→ Task item
In the records below, find the line holding "The width and height of the screenshot is (878, 494)." and the line holding "This screenshot has height=853, width=1517.". Set down both, with every line between them, exactly.
*** Opening of Input material ***
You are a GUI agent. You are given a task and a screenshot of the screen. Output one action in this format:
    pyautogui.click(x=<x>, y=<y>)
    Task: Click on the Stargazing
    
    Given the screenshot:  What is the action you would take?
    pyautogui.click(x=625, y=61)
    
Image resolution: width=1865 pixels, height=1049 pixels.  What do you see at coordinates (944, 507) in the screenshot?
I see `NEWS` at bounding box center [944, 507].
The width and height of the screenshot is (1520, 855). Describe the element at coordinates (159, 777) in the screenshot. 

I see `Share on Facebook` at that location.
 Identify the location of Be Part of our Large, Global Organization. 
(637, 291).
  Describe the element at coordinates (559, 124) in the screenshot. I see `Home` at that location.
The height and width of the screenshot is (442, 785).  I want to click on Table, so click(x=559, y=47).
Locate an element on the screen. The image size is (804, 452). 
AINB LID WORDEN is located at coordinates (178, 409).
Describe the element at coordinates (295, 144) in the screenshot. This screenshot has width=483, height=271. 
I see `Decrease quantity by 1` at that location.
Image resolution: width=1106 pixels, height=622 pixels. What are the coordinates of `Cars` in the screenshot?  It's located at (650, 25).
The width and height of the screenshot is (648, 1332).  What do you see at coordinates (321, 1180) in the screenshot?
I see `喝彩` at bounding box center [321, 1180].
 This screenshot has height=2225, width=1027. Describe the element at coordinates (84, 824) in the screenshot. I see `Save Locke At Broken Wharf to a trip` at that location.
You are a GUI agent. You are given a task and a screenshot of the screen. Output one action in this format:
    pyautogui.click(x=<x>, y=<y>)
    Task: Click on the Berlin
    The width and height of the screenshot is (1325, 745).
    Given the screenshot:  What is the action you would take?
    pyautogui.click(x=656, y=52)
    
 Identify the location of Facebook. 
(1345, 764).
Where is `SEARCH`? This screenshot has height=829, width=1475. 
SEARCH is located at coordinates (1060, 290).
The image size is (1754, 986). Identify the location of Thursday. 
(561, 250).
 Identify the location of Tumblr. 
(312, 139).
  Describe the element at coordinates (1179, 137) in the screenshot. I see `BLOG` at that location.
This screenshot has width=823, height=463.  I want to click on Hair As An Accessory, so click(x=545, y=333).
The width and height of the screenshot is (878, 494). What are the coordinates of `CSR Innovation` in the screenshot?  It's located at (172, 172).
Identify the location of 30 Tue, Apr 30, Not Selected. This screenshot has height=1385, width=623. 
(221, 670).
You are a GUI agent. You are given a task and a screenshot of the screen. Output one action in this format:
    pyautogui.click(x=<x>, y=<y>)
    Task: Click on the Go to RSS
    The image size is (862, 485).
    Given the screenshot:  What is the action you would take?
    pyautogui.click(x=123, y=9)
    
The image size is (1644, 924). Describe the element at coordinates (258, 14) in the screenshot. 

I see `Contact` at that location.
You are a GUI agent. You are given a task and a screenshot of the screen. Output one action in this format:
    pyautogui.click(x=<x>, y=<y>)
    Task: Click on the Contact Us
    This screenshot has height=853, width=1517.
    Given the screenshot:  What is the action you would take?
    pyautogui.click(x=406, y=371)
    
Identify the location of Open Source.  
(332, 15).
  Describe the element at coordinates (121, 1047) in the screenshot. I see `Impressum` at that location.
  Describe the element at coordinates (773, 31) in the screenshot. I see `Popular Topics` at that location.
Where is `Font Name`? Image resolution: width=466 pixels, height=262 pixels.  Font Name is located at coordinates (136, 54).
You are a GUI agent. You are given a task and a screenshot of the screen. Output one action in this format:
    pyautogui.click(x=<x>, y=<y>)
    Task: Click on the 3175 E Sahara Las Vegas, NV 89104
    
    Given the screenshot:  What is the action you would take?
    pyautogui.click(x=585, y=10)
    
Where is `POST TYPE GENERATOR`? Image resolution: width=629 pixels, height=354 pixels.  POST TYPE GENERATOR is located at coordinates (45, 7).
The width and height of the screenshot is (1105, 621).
*** Close of Input material ***
→ Exercise result
The width and height of the screenshot is (878, 494). What are the coordinates of `CSR Innovation` in the screenshot?  It's located at (172, 172).
Identify the location of 30 Tue, Apr 30, Not Selected. This screenshot has height=1385, width=623. 
(221, 670).
You are a GUI agent. You are given a task and a screenshot of the screen. Output one action in this format:
    pyautogui.click(x=<x>, y=<y>)
    Task: Click on the Go to RSS
    The image size is (862, 485).
    Given the screenshot:  What is the action you would take?
    pyautogui.click(x=123, y=9)
    
The image size is (1644, 924). Describe the element at coordinates (258, 14) in the screenshot. 

I see `Contact` at that location.
You are a GUI agent. You are given a task and a screenshot of the screen. Output one action in this format:
    pyautogui.click(x=<x>, y=<y>)
    Task: Click on the Contact Us
    This screenshot has height=853, width=1517.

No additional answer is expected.